The magnetohydrodynamics (MHD) model describes the dynamics of charged fluids in the presence of electromagnetic fields. MHD models are used to describe important phenomena in the natural world (e.g., solar flares, astrophysical magnetic field generation, Earth’s magnetosphere interaction with the solar wind) and in technological applications (e.g., spacecraft propulsion, magnetically confined plasma for fusion energy devices such as tokamak reactors (e.g. ITER), and plasma dynamics in pulsed reactors such as Sandia’s Z-pinch device). We have an active research program to develop advanced computational formulations and solution methods for multiphysics MHD, and we deploy the results of this research in our large-scale massively parallel MHD simulation codes.
The mathematical basis for the continuum modeling of MHD systems is the solution of the governing partial differential equations (PDEs) describing conservation of mass, momentum, and energy, augmented by Maxwell’s equations for the electric and magnetic field. This system of PDEs is non-self adjoint, strongly coupled, highly nonlinear, and characterized by multiple physical phenomena that span a very large range of length- and time-scales. These interacting, nonlinear multiple time-scale physical mechanisms can balance to produce steady-state behavior, nearly balance to evolve a solution on a dynamical time scale that is long relative to the component time-scales, or can be dominated by just a few fast modes. These characteristics make the scalable, robust, accurate, and efficient computational solution of these systems over relevant dynamical time scales of interest extremely challenging.
Our production MHD capabilities are contained within a family of multiphysics codes known as ALEGRA*. The codes — including ALEGRA, ALEGRA-MHD, ALEGRA-HEDP and ALEGRA-EMMA — constitute an extensive set of physics modeling capabilities built on software in the Nevada framework and third-party libraries. They simulate large deformations and strong shock physics including solid dynamics in an Arbitrary Lagrangian-Eulerian methodology as well as magnetics, magnetohydrodynamics, electromechanics and a wide range of phenomena for high-energy physics applications. Our principal customers have applied these codes in a variety of Z-pinch physics experiment designs and applications, in the development of advanced armor concepts, and in numerous National Security programs. Research and development in advanced methods, including code frameworks, large scale inline meshing, multiscale lagrangian hydrodynamics, resistive magnetohydrodynamic methods, material interface reconstruction, and code verification and validation, keeps the software on the cutting edge of high performance computing.
We also conduct research and development of advanced computational formulations and solution methods for challenging multiple-time-scale multiphysics MHD systems. For multiple-time-scale systems, fully-implicit methods can be an attractive choice that can often provide unconditionally-stable time integration techniques. The stability of these methods, however, comes at a cost, as these techniques generate large and highly nonlinear sparse systems of equations that must be solved at each time step. In the context of MHD, the dominant computational solution strategy has been the use of explicit, semi-implicit, and operator-splitting time integration methods. With the exception of fully-explicit strategies, which are limited by severe stability restrictions to follow the fastest component time scale, all these temporal integration methods include some implicitness to enable a more efficient solution of MHD systems. Such implicitness is aimed at removing one or more sources of numerical stiffness in the problem, either from parabolic diffusion or from fast wave phenomena. While these types of techniques currently form the basis for most production-level resistive MHD simulation tools, a number of outstanding numerical and computational issues remain. These include conditional stability limits, operator-splitting-type errors, heuristic time-step-controls and limited temporal orders of accuracy.
In our DOE Advanced Scientific Computing Research Applied Math Program funded research** we are pursuing the development and evaluation of
- higher-order-accurate, scalable, and efficient fully-implicit formulations for resistive and extended MHD with coupled multiphysics effects (e.g. anisotropic transport, multiple temperatures, coupled radiation-diffusion models, etc.),
- stable and accurate spatial discretizations based on unstructured mesh FE approximations that allow efficient enforcement of physical constraints (e.g. conservation, positivity preservation, div B = 0, etc),
- strongly coupled Newton-Krylov nonlinear solver with new physics-based and approximate block factorization preconditioners that enable scalable multilevel sub-block solvers,
- new mathematical algorithms and computer science techniques to effectively utilize extreme-scale resources with very high-core counts and high-concurrency node architectures.
To enable the research described above SNL has developed a very flexible multiphysics MHD simulation code, Drekar::XMHD that enables the development of new multiphysics MHD models and allows the rapid prototyping of new computational formulations and solution methods on large-scale parallel machines. This code has been demonstrated to weak-scale on a Cray XK7 and an IBM BG/Q on up to 128K and 256K cores (respectively). Recently we have also carried out strong scaling studies on up to 500,000 cores of an IBM BG/Q for a fully-coupled Krylov/AMG V-cycle linear solver that is a critical kernel for scalable solution of MHD systems.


- INSTRUCTIONS TO FOLLOW: Each line that contains the string "Access" counts once; report how many such lines appear in the data, as a number only.

[Source records]

....

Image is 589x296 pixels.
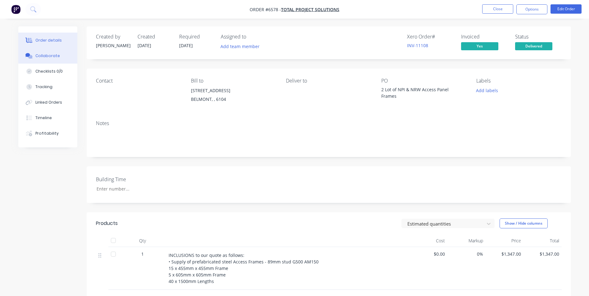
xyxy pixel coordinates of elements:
div: Deliver to [286,78,371,84]
div: Checklists 0/0 [35,69,63,74]
a: Total Project Solutions [281,7,339,12]
span: Delivered [515,42,552,50]
div: PO [381,78,466,84]
input: Enter number... [91,184,173,194]
div: Cost [409,235,447,247]
div: Collaborate [35,53,60,59]
div: [STREET_ADDRESS]BELMONT, , 6104 [191,86,276,106]
div: Status [515,34,561,40]
span: 1 [141,251,144,257]
button: Add team member [217,42,263,51]
button: Order details [18,33,77,48]
div: Labels [476,78,561,84]
span: $0.00 [412,251,445,257]
div: Markup [447,235,485,247]
span: [DATE] [137,43,151,48]
div: Qty [124,235,161,247]
span: Yes [461,42,498,50]
button: Add labels [473,86,501,95]
div: [PERSON_NAME] [96,42,130,49]
div: Linked Orders [35,100,62,105]
div: Tracking [35,84,52,90]
button: Linked Orders [18,95,77,110]
a: INV-11108 [407,43,428,48]
div: Contact [96,78,181,84]
label: Building Time [96,176,173,183]
span: INCLUSIONS to our quote as follows: • Supply of prefabricated steel Access Frames - 89mm stud G50... [169,252,318,284]
div: Required [179,34,213,40]
div: Timeline [35,115,52,121]
button: Delivered [515,42,552,52]
div: Assigned to [221,34,283,40]
div: BELMONT, , 6104 [191,95,276,104]
button: Close [482,4,513,14]
div: Created [137,34,172,40]
div: Invoiced [461,34,507,40]
button: Show / Hide columns [499,218,547,228]
div: Notes [96,120,561,126]
span: Order #6578 - [250,7,281,12]
span: 0% [450,251,483,257]
div: Total [523,235,561,247]
div: Price [485,235,524,247]
button: Add team member [221,42,263,51]
button: Timeline [18,110,77,126]
button: Edit Order [550,4,581,14]
button: Tracking [18,79,77,95]
button: Checklists 0/0 [18,64,77,79]
div: Profitability [35,131,59,136]
button: Options [516,4,547,14]
img: Factory [11,5,20,14]
span: $1,347.00 [526,251,559,257]
span: $1,347.00 [488,251,521,257]
div: Bill to [191,78,276,84]
div: 2 Lot of NPI & NRW Access Panel Frames [381,86,459,99]
div: Xero Order # [407,34,453,40]
div: Order details [35,38,62,43]
div: Products [96,220,118,227]
span: [DATE] [179,43,193,48]
button: Profitability [18,126,77,141]
div: [STREET_ADDRESS] [191,86,276,95]
button: Collaborate [18,48,77,64]
div: Created by [96,34,130,40]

....

- TASK SOLUTION: 2